Robin Thicke Talks Marriage: ‘We’re John And Yoko’


Alright Robin Thicke, we get it. You love your wife.

The “Blurred Lines” singer gushed once again about Paula Patton, his actress wife of eight years, in a recent interview with Vanity Fair. After locking up the song of the summer, letting Miley Cyrus twerk on him at the MTV VMAs, and grabbing some fan’s butt in an impromptu photo, Thicke has said something to the tune of “I’m a family man, I love my wife, it’s just a performance,” a hundred times. So what’s one more?

“There is nothing normal about a musician’s lifestyle. I don’t have a 9-to-5 job at the post office. Seventy-five percent of my songs are about how much I love my wife and how much I need her. We’ve been married for eight years, and together since we were 16. We’re very lucky to have the greatest friendship; we’re John and Yoko — whatever that is — that’s who she is to me. I’ve always put her before everything and will continue to. But, yeah, be careful what you wish for.”

Thicke has a few more things to say about Miley Cyrus’ twerking, too:

“I spent my whole career playing it safe, being a gentleman, never doing anything controversial. They told me [beforehand] that Miley’s going to take her clothes off and dance around and she might bend over. I just said, ‘I don’t care, let’s entertain the people. Let’s give them something they’re not ready for, let’s make them talk.'”

Talk, we did. Mostly about the moral turpitude of pop music, but as far as Thicke’s concerned, he has nothing to do with that. He’s just in it for the music.

“I’ve released 100 songs, and this one song has sold more, and the video was seen more, than everything else I’ve ever done combined. For the last 10 years, my audience at every concert was 90 percent black women. This year, pop radio and a white [audience] decided, ‘We like this guy.’ That’s the difference between being an R&B star and a pop star. It’s the difference between having an R&B song and ‘La Vida Loca.'”

And while “Blurred Lines” has been a major success, it’s not about the money, either.

“I grew up in a Hollywood family with money, so money is not the reason I make music.”

You can check out the rest of Robin Thicke’s Vanity Fair interview here.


▶ _PROBLEM_: Whenever a line in the records below holds the string "solid", copy it out.

(Recorded data)
· · · · ·
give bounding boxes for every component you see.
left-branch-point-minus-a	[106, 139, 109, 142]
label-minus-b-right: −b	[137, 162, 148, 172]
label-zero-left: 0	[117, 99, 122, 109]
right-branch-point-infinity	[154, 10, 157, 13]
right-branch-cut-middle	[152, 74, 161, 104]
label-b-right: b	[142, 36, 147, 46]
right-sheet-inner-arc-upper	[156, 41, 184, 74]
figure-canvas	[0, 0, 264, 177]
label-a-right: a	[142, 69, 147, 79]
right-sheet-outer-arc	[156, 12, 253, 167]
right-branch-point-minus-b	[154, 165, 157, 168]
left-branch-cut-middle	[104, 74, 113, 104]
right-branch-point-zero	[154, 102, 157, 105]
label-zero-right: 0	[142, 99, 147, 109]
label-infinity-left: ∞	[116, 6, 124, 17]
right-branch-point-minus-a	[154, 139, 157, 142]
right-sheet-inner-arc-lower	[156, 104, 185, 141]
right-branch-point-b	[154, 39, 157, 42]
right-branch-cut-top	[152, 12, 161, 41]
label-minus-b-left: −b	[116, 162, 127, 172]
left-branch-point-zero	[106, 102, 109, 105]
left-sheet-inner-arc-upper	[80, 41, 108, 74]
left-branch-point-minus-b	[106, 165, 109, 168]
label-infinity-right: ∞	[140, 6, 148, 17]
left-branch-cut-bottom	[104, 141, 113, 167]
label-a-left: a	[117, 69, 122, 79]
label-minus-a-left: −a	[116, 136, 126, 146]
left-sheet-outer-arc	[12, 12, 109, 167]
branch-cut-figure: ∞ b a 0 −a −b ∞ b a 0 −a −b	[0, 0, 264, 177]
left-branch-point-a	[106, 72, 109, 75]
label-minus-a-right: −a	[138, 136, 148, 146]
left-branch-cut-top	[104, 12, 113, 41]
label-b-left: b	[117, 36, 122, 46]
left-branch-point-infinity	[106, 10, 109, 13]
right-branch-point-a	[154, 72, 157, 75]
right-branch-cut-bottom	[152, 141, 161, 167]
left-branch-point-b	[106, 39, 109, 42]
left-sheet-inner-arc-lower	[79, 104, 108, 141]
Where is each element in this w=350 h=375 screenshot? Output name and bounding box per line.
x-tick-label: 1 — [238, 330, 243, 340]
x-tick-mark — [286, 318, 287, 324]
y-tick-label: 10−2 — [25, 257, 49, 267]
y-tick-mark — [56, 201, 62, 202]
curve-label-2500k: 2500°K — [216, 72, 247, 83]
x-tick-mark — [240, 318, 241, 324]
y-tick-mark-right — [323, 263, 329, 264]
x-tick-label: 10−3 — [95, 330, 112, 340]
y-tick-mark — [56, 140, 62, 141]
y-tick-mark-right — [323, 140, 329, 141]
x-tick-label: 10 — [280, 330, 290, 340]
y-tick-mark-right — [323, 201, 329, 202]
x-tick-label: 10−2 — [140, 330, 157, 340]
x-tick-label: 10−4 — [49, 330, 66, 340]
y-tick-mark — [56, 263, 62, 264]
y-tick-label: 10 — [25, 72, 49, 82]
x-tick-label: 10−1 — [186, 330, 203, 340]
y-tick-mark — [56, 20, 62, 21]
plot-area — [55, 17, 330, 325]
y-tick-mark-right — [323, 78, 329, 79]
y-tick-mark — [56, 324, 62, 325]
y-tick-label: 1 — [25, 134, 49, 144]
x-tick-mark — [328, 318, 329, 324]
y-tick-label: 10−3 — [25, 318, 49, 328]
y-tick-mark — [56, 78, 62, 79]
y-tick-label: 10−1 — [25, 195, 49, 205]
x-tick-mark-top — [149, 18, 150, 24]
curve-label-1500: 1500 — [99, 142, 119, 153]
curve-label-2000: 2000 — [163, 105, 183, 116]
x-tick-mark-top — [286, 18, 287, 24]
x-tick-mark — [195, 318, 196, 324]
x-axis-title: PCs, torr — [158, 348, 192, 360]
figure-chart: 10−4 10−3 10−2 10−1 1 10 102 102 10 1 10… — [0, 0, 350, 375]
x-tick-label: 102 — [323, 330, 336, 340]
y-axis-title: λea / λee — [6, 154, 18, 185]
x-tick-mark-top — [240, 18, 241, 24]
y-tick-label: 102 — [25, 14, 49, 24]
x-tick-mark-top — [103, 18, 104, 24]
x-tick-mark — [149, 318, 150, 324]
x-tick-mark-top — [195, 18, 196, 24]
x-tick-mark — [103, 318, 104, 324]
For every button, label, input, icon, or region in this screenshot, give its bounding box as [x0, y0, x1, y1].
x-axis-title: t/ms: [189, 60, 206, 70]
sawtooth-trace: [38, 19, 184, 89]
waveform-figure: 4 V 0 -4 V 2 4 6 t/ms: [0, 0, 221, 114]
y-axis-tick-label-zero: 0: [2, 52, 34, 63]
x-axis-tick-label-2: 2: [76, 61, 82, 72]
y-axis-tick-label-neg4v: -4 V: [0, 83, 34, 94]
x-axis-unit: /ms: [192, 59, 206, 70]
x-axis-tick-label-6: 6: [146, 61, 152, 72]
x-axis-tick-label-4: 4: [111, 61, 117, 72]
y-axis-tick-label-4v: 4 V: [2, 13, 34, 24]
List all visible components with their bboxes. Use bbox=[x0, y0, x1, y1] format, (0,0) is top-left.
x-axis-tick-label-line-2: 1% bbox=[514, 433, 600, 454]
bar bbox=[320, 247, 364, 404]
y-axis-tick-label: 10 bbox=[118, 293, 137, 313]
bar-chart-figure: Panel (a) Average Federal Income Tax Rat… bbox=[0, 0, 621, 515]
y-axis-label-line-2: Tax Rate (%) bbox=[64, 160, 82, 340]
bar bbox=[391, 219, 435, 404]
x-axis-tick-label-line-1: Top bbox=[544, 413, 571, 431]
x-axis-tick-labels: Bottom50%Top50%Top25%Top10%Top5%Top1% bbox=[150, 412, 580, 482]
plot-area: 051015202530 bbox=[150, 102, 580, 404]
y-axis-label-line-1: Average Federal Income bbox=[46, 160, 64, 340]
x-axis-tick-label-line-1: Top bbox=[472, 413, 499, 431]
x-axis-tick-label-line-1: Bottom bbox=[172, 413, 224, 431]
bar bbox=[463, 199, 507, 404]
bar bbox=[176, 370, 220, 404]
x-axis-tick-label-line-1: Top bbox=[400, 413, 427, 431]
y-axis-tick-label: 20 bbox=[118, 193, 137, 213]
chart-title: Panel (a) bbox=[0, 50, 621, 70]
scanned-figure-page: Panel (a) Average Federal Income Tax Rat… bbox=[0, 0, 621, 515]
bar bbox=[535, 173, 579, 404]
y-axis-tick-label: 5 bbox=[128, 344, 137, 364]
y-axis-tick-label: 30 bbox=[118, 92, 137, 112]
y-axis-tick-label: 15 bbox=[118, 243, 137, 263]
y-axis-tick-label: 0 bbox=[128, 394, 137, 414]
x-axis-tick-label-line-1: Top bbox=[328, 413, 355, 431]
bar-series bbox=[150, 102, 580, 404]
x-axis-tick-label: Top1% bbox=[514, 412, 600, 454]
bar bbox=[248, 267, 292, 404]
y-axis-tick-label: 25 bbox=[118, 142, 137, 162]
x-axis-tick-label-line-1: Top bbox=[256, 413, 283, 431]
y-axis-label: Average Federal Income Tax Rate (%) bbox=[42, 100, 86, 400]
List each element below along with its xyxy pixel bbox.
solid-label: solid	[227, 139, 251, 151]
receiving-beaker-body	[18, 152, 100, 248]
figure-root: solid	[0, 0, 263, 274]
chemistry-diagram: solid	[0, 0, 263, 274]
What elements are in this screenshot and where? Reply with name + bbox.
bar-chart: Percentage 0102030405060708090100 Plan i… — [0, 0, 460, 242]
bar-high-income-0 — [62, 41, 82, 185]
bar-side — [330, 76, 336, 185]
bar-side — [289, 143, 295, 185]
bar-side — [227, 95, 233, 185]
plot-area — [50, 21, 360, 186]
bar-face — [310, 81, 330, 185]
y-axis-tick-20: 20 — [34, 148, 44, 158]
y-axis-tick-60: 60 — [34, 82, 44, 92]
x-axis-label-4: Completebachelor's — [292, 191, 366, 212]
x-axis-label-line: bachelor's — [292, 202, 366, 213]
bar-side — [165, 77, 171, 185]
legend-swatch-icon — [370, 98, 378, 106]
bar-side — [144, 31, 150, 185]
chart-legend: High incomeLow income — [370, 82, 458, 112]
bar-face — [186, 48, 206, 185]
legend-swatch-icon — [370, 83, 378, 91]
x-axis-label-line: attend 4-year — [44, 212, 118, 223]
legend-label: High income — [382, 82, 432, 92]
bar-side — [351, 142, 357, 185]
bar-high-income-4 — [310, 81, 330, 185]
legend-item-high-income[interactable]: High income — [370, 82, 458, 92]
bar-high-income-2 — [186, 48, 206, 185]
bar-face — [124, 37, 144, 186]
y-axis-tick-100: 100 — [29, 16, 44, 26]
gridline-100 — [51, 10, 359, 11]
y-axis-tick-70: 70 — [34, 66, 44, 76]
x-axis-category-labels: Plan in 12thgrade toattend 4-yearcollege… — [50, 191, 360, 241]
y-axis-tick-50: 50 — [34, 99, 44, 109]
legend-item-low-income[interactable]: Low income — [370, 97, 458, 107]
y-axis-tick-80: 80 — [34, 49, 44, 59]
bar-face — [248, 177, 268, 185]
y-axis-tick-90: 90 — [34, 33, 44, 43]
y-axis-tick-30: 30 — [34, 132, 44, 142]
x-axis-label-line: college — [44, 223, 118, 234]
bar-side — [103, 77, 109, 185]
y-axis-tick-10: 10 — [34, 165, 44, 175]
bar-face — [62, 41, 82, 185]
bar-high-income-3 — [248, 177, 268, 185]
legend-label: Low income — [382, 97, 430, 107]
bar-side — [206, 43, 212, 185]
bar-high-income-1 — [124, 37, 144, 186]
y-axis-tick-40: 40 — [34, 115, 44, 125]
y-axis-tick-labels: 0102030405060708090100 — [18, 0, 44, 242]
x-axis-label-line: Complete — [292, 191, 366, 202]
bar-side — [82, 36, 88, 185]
· · · · ·
▶ _YOUR RESPONSE_:
solid-label: solid	[227, 139, 251, 151]
figure-root: solid	[0, 0, 263, 274]
chemistry-diagram: solid	[0, 0, 263, 274]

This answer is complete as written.